I suppose it’s inevitable to leave out important people in your book acknowledgments, but lately I’ve been really regretting one particular omission from the acknowledgments in In Hovering Flight. When I wrote those acknowledgments I was pretty caught up in proving myself, I suppose—establishing my credibility as someone who’d really done her homework when it came to writing about birds. Hence the long list of books and articles. I was also caught up in recent conversations I’d had about the book, with local friends, family members, people at Unbridled Books. And so I forgot maybe its most important reader, a very early one: Gene Garber.
Gene was my graduate advisor in the doctoral program at SUNY-Albany in the early 1990s, and he’s been an invaluable mentor to me ever since. He had a real aura in that program—he was much loved by many of the graduate student writers, including some wonderfully outspoken ones (if you’re reading this, you know who you are!). He was about to retire when I started the program, but fortunately I got to take one fiction workshop with him, and he agreed to act as my dissertation advisor. He taught me so many things, and I want to talk about a few of them here.

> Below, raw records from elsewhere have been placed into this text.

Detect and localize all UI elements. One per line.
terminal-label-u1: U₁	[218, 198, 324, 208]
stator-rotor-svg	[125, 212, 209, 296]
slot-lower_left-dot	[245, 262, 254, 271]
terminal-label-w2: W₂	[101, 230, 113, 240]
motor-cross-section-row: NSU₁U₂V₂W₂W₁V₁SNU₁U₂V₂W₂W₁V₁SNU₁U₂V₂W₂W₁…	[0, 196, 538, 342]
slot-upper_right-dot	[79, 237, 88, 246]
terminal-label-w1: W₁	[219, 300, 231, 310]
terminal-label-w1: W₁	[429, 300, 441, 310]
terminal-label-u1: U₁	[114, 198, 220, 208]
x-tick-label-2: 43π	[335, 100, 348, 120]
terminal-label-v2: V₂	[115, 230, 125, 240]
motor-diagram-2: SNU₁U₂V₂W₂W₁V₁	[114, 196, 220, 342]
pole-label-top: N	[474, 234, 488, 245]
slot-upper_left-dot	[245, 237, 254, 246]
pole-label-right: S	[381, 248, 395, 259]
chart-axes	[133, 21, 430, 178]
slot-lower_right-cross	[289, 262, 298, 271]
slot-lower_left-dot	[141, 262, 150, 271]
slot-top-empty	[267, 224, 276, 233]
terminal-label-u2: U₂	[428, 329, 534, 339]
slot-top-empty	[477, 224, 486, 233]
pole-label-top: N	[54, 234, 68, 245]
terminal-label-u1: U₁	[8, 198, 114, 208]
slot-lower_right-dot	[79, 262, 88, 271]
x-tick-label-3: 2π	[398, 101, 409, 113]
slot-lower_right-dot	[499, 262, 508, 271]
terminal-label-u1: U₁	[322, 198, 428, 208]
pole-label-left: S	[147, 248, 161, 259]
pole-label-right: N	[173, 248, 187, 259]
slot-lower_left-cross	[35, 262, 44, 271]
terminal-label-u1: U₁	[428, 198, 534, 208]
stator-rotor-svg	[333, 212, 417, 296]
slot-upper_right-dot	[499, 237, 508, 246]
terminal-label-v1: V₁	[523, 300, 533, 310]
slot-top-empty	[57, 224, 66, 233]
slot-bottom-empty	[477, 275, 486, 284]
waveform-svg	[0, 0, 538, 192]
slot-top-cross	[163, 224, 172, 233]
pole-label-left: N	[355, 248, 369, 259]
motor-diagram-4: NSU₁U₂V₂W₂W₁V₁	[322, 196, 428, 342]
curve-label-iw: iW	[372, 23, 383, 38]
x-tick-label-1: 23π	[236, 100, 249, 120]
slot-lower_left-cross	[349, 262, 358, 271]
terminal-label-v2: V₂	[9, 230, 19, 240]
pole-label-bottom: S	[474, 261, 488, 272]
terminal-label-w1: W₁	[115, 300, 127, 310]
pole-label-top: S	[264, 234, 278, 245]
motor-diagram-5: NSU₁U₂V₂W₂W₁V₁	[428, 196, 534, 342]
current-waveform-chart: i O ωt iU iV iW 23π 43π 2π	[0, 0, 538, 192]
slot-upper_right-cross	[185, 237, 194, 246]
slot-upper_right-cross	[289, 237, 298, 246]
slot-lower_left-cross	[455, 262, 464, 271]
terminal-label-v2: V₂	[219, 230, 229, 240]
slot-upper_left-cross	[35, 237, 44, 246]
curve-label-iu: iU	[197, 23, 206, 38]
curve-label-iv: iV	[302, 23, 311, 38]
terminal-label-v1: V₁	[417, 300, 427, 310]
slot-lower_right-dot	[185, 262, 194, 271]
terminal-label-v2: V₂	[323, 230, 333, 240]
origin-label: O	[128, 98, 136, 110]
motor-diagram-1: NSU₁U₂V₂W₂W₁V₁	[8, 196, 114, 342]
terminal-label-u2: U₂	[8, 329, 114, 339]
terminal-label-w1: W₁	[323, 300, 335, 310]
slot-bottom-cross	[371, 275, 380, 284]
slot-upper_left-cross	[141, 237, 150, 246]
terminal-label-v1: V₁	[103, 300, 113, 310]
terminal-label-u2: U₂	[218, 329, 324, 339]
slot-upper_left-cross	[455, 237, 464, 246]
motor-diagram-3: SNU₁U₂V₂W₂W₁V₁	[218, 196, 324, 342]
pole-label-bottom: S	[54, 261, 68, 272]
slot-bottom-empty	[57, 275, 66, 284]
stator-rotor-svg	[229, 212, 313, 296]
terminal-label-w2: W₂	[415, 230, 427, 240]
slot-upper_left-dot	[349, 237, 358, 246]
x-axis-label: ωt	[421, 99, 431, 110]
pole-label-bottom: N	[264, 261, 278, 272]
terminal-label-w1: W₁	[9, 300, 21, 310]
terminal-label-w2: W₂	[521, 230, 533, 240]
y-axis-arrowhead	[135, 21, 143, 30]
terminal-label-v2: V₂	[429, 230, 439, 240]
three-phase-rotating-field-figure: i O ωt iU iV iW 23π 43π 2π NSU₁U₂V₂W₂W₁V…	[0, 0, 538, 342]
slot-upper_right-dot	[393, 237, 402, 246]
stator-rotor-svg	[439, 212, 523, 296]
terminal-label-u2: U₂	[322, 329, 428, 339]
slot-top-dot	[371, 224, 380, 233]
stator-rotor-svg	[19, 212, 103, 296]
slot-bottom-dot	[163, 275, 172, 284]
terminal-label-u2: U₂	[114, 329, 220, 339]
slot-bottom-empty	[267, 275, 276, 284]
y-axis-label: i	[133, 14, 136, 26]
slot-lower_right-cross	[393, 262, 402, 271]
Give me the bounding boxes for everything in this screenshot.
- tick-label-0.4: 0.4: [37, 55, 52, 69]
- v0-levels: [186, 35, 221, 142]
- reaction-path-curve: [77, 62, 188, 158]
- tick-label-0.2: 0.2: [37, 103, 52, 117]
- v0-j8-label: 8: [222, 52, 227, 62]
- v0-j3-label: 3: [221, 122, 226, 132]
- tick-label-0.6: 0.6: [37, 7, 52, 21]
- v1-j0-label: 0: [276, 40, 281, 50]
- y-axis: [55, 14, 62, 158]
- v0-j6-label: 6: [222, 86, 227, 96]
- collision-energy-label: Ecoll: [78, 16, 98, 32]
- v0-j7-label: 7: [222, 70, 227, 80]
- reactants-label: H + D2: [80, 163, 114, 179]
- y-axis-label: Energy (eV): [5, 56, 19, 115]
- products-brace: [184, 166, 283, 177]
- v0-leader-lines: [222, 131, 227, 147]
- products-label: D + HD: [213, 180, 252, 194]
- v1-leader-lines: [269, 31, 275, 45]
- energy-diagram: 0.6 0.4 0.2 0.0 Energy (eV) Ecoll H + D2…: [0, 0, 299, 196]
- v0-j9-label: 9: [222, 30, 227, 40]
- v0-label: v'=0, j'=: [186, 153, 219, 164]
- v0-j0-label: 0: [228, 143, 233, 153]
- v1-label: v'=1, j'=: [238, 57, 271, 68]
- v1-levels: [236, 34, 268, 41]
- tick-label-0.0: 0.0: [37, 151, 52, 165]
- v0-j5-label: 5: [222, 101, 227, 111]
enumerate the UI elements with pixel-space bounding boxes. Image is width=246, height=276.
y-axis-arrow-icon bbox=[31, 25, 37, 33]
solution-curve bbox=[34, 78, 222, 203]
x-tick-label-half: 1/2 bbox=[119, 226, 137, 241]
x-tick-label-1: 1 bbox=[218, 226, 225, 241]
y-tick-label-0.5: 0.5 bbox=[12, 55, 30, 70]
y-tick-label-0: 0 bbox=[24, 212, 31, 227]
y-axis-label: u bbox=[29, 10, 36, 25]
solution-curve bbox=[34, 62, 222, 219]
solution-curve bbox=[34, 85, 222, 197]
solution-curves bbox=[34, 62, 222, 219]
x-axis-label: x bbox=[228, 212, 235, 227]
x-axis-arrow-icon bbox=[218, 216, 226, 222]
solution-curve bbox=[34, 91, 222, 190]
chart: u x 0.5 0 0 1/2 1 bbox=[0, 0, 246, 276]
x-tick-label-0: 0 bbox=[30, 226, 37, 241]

He taught me how to teach. He ran a terrific workshop. His long written responses to our work (at least one thoughtful, unbelievably astute, single-spaced page in response to anything we wrote) set a high bar for everyone else in the workshop; we all wanted to try, at least, to sound as smart as Gene.
He in no way played the role of the big name at the front of the room whose favor you needed to win in order to get anywhere in the program, or beyond. Instead, he himself was an example for us, of someone who had spent his adult life writing and teaching, and didn’t think he needed lots of accolades for that.
He wrote (and still writes) wild, wonderful fiction. I remember reading his novel The Historian during my first year at Albany and thinking, I’ll never write anything remotely like this. But I wish I was someone who would.
He taught us not to be afraid, or contemptuous, of literary theory. Reading and talking about someone like Roland Barthes or Maurice Merleau-Ponty with Gene was exhilarating. And it made you want to write in a way that was new, different—even maybe scary—for you.
And finally, he has continued, through all these years, to read whatever I’ve sent him, whenever I’ve sent it to him. Often really early in the process. That was the case with In Hovering Flight. He read a draft so long ago, and his encouragement and—as usual—wise editorial advice made all the difference. If Gene told me (as he did back then) that the manuscript I’d sent him was the best thing I’d written yet, I could tell myself through the various disappointments I experienced in the year after I finished a first draft, then I had to persevere.
Gene has done all these things through a long career of writing and teaching, and he’s also managed to be a patient, funny, endearing father, grandfather, and friend to so many. In a picture of him from my wedding, he is smiling in his usual calm, beatific way; seeing that photograph, our friend Bob dubbed him “the Buddha.” And it’s true: I think of him that way. His guidance to his students wasn’t overtly spiritual, but for me, at least, his voice and his example have had an almost spiritual influence. He made me want to keep on writing, and I’ll always be grateful to him for that. I’m sorry I didn’t say this in a brief note at the end of In Hovering Flight, but maybe it’s better to say it here, and in this much detail. His influence has been about so much more than a single book.